Visiting Egypt and Sudan with Caroline Warfield

I’m happy to welcome back award-winning author Caroline Warfield. Today, shares interesting facts about the setting of her new release, The Price of Glory.

Here’s Caroline!

I am an avid traveler, and the places I visit often turn up as settings for my novels. The Price of Glory, my newest work which will launch on July 7, is set in Egypt and Nubia, what is now northern Sudan. I have, alas, visited neither one. This time I had to rely on my imagination. I’m left with a longing to go there. Here is my list of ten things I wish I could see or experience that appear in the novel:

1.The Karnak Temple complex near Luxor, particularly the Great Hypostyle Hall that awed my hero. I also want to see the obelisk of Queen Hatshepsut. My hero reads the inscription to the heroine. By moonlight. That would be perfect, but I’ll settle for daytime.

2. Dahabiyas, traditional Egyptian sailing boats, with their graceful triangular sails, on the Nile. They come in many sizes, and I fell in love with paintings and photos. I would love to travel from Cairo to Khartoum on one, but I think maybe that is no longer possible.

3. The ruined pyramids at Meroë at sunrise, possibly from a tourist camp.

4. The place where the Blue Nile meets the White.

5. The rock-cut temples of Abu Simbel, even though they have been relocated due to the building of the Aswan Dam. They are now part of a UNESCO World Heritage Site called the Nubian Monuments along with the Temple of Isis at Philae. My hero laments the damage being done by Western pillaging. It is good do know this treasure was saved.

6. Cairo’s souk, Khan el-Khalili. It is no doubt a tourist trap today, but then, it probably was bit of one in 1839 when my hero scoured the back lanes looking for genuine artifacts, particularly anything from Meroë.

7. The camel market at Khartoum. The book includes a flight across the desert with a camel caravan. I’m not so sure I want to try that.

8. A fishing village along the Red Sea.

9. The historic Islamic quarter of Cairo. It is always hard to picture how a place looked 180 years ago, but I would give it a try.

10. Shepheard’s Hotel des Anglais in Cairo. Alas it is gone. It burned down during anti-British riots in 1952 after 120 years of catering to Western adventurers.

I might find time for the great pyramids and the sphinx, but I suspect a view from a distance would suit me fine. I have a weakness for museums, however, so I am certain that, if I’m ever so fortunate as to make this trip, I would spend hours in the as yet unopened Grand Egyptian Museum (also called the Giza Museum). Delayed by Covid and other challenges it will be the largest archaeological museum in the world when open. I won’t miss the National Museum of Sudan either. It houses a comprehensive Nubian archaeological collection, including artifacts from Meroë.

About the Book

The Price of Glory tells the story of one man’s pursuit of knowledge that will bring him fame and respect, only to find it upended by a woman determined to serve the people of Egypt. Neither has any idea where this journey will take them when they embark down the Nile toward Nubia and its mysteries, ancient and modern.

Richard Mallet comes to Egypt with dreams of academic glory. He will be the one to unravel the secrets of the ancient Kushite language. Armed with license to dig, he sets out for Meroë, where the Blue Nile meets the White. He has no room in his life for dalliance or entanglements, and he certainly doesn’t expect to face insurrection and unrest.

Analiese Cloutier seeks no glory—only the eradication of disease among the Egyptian women and children of Khartoum. She has no interest whatsoever in romantic nonsense and will not allow notions about a lady’s proper role to interfere with her work. She doesn’t expect to have that work manipulated for political purposes.

Neither expects to be enchanted by the amorous power of moonlight in the ruins of Karnak, or to be forced to marry before they can escape revolution. Will their flight north take them safely to Cairo? If it does, can they build something real out of their shattered dreams?

***Available on Kindle Unlimited or for purchase here***

About the Author

Award winning author Caroline Warfield has been many things: traveler, librarian, poet, raiser of children, bird watcher, Internet and Web services manager, conference speaker, indexer, tech writer, genealogist—even a nun. She reckons she is on at least her third act, happily working in an office surrounded by windows where she lets her characters lead her to adventures in England and the far-flung corners of the British Empire. She nudges them to explore the riskiest territory of all, the human heart.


> Task requirements:
Count every line in the data below where "vessel" occurs, then state that number and nothing more.
*** Records provided Section Begins ***
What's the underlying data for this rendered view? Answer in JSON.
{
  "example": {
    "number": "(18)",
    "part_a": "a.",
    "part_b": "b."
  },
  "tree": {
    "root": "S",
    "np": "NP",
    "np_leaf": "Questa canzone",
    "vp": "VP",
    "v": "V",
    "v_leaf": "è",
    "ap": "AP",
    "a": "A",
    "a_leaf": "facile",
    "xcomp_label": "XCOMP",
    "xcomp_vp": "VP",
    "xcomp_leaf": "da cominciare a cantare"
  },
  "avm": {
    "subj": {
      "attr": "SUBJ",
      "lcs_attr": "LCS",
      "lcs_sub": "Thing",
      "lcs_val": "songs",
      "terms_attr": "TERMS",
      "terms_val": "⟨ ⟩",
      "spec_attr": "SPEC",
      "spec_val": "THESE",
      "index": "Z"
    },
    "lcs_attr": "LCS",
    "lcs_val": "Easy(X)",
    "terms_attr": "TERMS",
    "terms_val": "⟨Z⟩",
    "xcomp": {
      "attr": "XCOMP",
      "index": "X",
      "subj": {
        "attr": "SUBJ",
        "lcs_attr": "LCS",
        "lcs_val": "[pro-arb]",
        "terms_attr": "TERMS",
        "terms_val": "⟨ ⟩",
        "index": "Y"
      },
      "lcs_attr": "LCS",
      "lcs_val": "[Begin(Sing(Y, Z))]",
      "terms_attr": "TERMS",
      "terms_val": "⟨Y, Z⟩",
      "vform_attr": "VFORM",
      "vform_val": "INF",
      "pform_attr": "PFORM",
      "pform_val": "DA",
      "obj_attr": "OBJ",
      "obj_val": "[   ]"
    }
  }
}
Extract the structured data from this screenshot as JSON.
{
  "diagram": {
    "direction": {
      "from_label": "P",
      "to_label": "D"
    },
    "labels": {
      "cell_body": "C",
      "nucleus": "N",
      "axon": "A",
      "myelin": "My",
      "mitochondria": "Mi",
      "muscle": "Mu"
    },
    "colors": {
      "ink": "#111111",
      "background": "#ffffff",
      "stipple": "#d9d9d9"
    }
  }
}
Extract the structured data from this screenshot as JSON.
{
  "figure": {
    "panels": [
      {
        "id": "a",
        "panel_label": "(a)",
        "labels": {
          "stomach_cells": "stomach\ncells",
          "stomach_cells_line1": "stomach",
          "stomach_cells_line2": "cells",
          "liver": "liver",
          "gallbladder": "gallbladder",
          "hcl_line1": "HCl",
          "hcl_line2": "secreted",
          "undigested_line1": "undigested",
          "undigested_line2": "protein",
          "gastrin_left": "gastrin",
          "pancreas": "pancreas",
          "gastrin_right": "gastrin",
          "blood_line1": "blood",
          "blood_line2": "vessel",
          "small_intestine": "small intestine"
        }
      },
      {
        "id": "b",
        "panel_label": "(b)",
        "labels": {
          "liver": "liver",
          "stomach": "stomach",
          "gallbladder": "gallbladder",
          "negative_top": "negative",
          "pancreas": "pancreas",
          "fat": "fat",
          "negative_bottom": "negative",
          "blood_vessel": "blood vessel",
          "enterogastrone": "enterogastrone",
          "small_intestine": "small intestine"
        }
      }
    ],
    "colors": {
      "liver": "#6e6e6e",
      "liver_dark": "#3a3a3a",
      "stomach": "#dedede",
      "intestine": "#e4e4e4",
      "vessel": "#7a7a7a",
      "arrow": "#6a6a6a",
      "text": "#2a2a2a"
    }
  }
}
*** Records provided Section Ends ***
*** Records provided Section Begins ***
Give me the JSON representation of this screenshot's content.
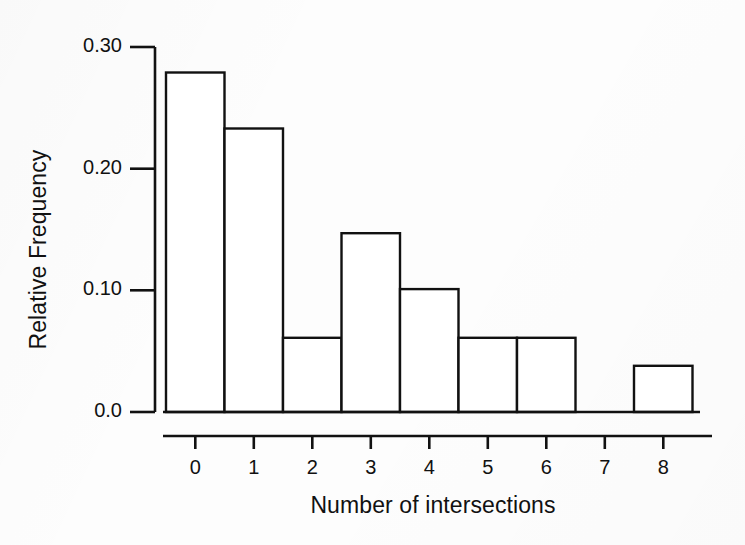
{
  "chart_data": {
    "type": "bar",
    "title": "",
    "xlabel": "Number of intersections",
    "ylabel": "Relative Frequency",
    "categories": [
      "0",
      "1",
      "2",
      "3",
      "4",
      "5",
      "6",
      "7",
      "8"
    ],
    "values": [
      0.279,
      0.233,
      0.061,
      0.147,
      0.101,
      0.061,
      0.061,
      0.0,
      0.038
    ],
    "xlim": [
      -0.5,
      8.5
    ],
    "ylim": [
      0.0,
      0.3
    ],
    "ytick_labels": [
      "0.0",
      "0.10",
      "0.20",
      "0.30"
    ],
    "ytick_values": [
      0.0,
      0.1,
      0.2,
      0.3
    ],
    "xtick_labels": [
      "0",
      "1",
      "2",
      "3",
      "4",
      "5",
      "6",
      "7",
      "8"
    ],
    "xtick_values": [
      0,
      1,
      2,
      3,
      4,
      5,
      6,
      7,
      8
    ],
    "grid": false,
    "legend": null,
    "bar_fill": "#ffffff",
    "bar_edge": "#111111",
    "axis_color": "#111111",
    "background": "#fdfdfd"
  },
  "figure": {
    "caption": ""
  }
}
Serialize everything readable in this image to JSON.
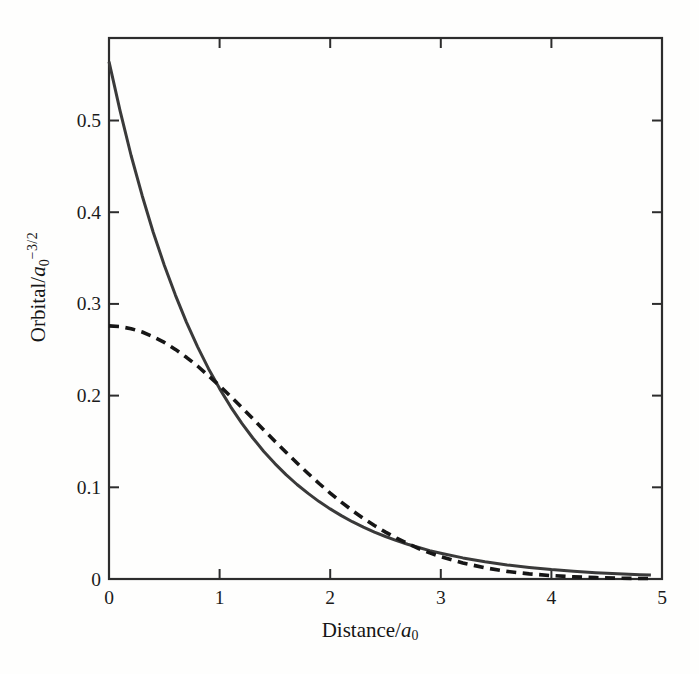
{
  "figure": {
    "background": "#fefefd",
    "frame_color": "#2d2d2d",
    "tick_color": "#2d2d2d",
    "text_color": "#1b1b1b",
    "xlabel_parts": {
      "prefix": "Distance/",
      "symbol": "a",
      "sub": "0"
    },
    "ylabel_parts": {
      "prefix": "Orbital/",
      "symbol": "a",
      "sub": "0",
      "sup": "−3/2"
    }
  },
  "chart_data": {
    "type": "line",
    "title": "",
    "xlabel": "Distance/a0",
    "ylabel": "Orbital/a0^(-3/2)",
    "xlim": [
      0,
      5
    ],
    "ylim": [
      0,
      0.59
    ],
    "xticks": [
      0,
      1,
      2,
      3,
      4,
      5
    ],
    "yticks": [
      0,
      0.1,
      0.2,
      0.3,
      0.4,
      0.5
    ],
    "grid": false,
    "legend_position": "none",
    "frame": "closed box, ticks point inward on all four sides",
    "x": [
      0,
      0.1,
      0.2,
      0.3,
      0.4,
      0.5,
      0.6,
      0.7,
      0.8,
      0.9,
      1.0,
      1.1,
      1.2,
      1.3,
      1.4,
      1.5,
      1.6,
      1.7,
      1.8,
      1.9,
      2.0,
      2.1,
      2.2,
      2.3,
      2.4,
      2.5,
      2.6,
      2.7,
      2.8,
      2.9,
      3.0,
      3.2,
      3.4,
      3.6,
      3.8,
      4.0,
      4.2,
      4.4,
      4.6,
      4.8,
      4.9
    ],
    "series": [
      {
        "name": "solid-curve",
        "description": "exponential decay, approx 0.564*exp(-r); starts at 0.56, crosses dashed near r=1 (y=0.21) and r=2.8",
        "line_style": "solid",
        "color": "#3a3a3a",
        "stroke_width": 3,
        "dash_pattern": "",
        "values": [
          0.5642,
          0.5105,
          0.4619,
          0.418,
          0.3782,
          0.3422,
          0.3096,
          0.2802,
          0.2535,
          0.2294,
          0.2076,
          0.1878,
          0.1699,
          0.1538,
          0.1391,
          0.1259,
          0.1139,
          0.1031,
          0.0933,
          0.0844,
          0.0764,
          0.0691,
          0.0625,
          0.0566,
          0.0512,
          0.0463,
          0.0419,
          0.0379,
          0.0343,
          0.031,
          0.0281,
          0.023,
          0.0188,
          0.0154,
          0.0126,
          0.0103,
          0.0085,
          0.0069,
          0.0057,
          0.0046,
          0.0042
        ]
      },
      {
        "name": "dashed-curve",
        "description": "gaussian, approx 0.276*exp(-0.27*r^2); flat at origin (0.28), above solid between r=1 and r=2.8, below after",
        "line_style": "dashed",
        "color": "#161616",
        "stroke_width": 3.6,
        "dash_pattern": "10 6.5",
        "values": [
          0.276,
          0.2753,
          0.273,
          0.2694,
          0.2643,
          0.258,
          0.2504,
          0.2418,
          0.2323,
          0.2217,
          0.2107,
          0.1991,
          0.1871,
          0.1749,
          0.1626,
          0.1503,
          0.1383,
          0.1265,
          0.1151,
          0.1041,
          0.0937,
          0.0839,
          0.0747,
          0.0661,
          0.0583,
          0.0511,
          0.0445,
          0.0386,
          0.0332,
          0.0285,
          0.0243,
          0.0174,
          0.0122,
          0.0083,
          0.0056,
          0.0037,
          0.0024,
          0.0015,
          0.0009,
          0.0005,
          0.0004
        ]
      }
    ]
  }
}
*** Records provided Section Ends ***
> Answer space:
3